We can further look to the second biggest gainer, utilities, and the fact the materials sector rose 1.6% despite a three dollar drop in the iron ore price and subsequent sell-down in junior pure-plays. BHP and Rio pay dividends, and they drove the sector.

With the Fed now switching to a purely data-driven approach to policy, and recent US data being weaker rather than stronger with the sole exception of jobs, the first Fed rate rise is likely to be later rather than sooner. If the US GDP continues to disappoint, it may not be this year. That means interest rates remain low, and that means safe, high-yielding investments remain sought after, across the globe.

Yesterday’s close of 5950 was just shy of the early March closing high of 5958 but still a little short of the early March intraday high of 5996.

Wall Street Gets Fruity

After all this time, America’s biggest company by market capitalisation – Apple – has finally been included in the Dow Jones Industrial Average. Indeed, not so long ago Apple used to regularly spar with Exxon Mobil as the biggest company, but since the collapse in the oil price and the release of the latest round of Apple devices, Apple’s market cap is twice that of Exxon’s.

Yet in the anachronistic world of the Dow share price average, Apple comes in as the fifth most influential stock, after all the weightings are adjusted to account for the entry of the leviathan. Longstanding Dow component AT&T has been shown the door. Old world communication makes way for new.

As You Were

It was not an auspicious debut for Apple, picking a day when the Dow yet again moved by triple digits, yet again in the opposite direction to the day before. Indeed as is often the case, markets across the spectrum which moved spectacularly in the wake of the Fed statement release mostly returned from whence they came last night, at least to some extent.

Aside from US stocks falling back – although the Nasdaq did again kiss 5000 but once more failed to hold it – the US ten-year yield clawed back 3 basis points to 1.98%. Most notably, the US dollar index regained the 2% it lost on Wednesday night to be back at 99.27 this morning. If Janet Yellen thought she was helping out frustrated US exporters, it hasn’t quite worked out that way.

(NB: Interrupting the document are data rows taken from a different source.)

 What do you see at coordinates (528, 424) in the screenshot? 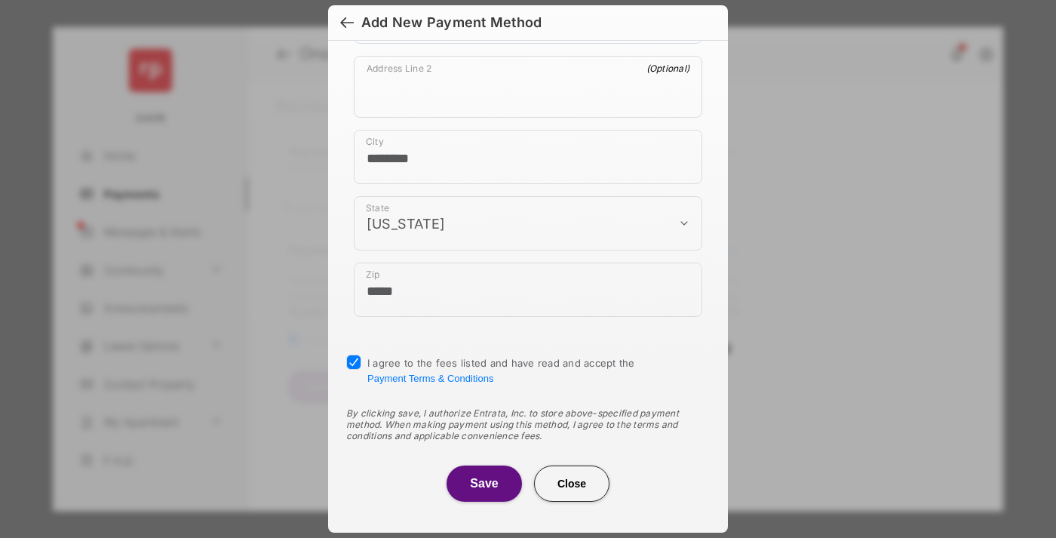
I see `div: By clicking save, I authorize Entrata, Inc. to store above-specified payment method. When making ...` at bounding box center [528, 424].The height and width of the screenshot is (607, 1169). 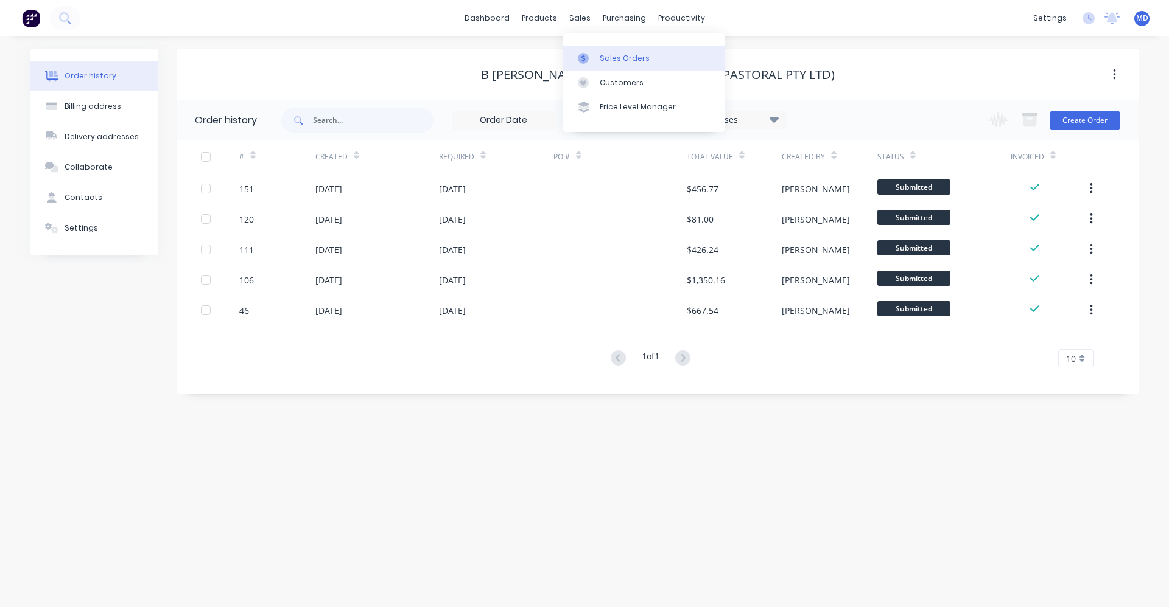 What do you see at coordinates (94, 228) in the screenshot?
I see `button: Settings` at bounding box center [94, 228].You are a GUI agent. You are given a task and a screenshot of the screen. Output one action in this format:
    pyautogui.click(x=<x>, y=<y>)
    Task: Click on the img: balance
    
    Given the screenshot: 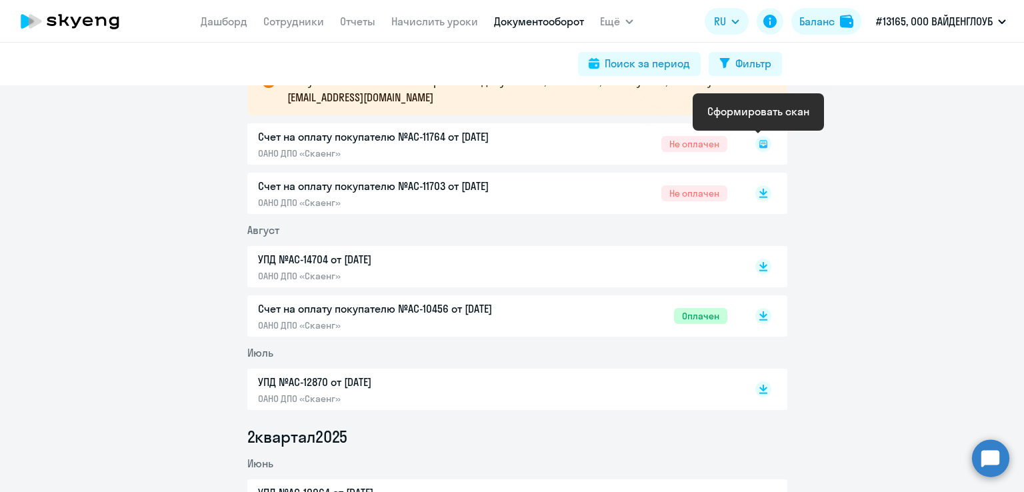 What is the action you would take?
    pyautogui.click(x=846, y=21)
     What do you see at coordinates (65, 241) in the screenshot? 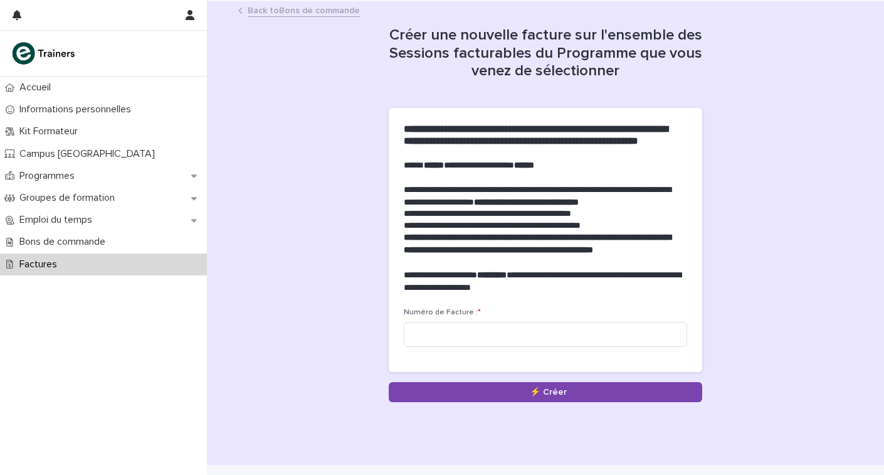
I see `p: Bons de commande` at bounding box center [65, 241].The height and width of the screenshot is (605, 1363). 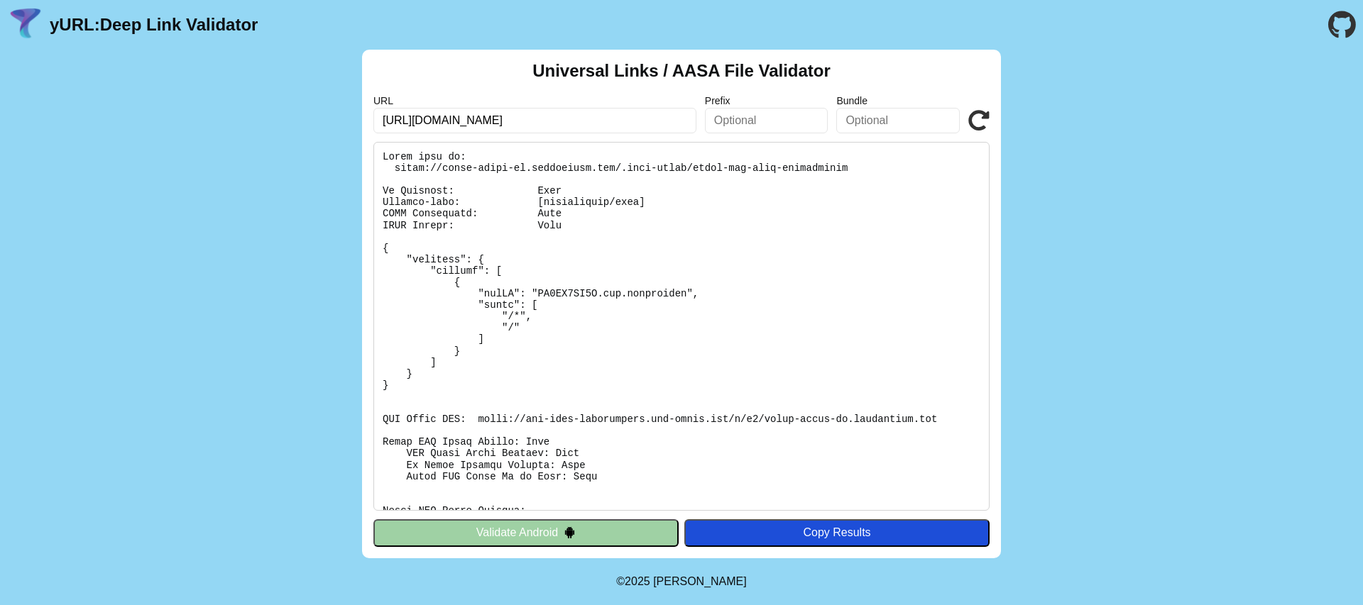 What do you see at coordinates (526, 533) in the screenshot?
I see `button: Validate Android` at bounding box center [526, 533].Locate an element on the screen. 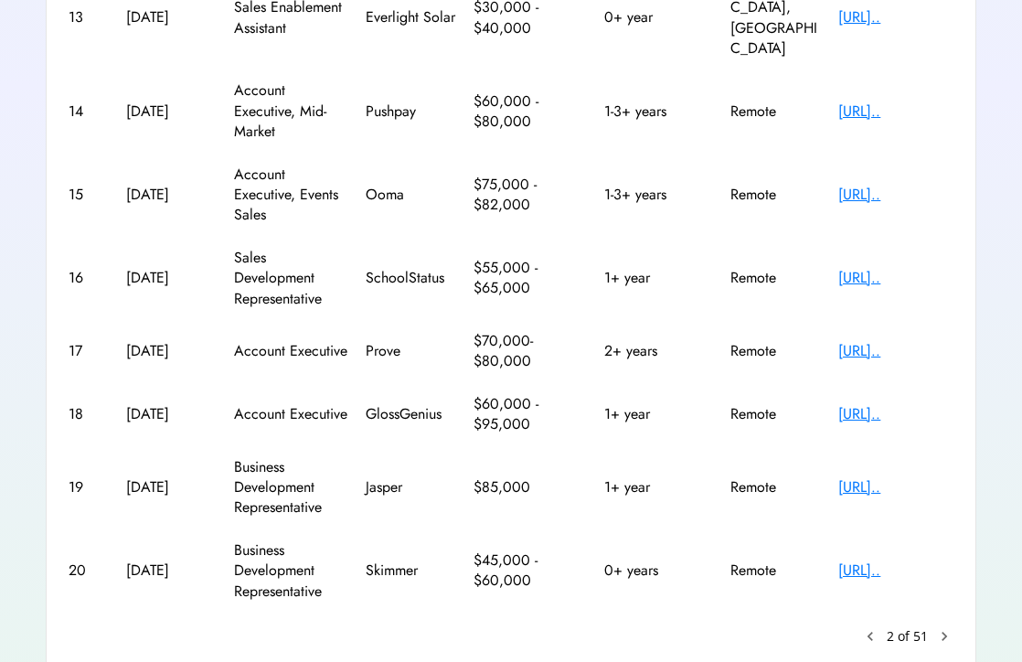  div: $60,000 - $95,000 is located at coordinates (531, 414).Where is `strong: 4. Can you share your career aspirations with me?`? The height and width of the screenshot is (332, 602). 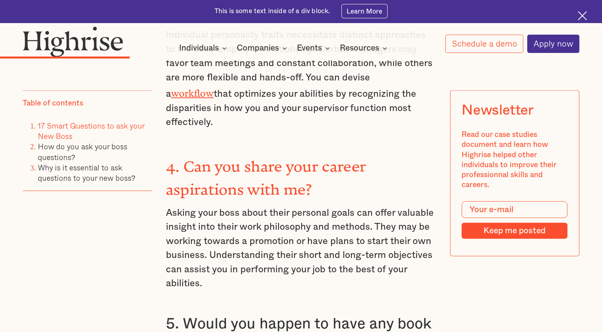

As a result, the Aussie is also back to where it was, falling 2% to US$0.7632. Glenn Stevens will be breathing a sigh.

The US dollar regaining its ground means the oil market is back to focusing on the oversupply issue, so West Texas fell US$1.07 to US$43.96 and Brent fell US$2.11 to US$54.35/bbl, to trim a bit over half of yesterday’s gains.

Metals

I noted yesterday that LME traders only had a moment to note that the word “patient” had been removed from the Fed statement before the bell rang, and would be red-faced after realising their misinterpretation of the Fed’s intent. But with the US dollar immediately bouncing back, one might assume there was no reason to scramble into base metals anyway.

Yet copper rose 2.2% in a session in which all metals rallied, although not quite as extensively as they fell the day before, other than copper.

The iron ore price is steady at US$54.50/t.

Gold is not fond of extensive bouts of volatility, preferring just to make sudden big moves every now and again. Thus while gold jumped twenty dollars on Wednesday night’s crunch in the US dollar, it has not fallen back on last night’s reversal. It’s steady at US$1171.30/oz.

Today

There’s nothing to suggest Bridge Street can’t hold onto yesterday’s gains today despite the pullback on Wall Street, other than yesterday saw a big move and some profit-taking might be encouraged, particularly on a Friday. The SPI Overnight closed down 11 points or 0.2%.

Glenn Stevens will be making a speech today at which I’m sure, if a Q&A is scheduled, he’ll be requested to speak to the Fed’s change of heart.

It’s the quadruple witching derivatives expiry in the US tonight which can often engender some volatility of its own.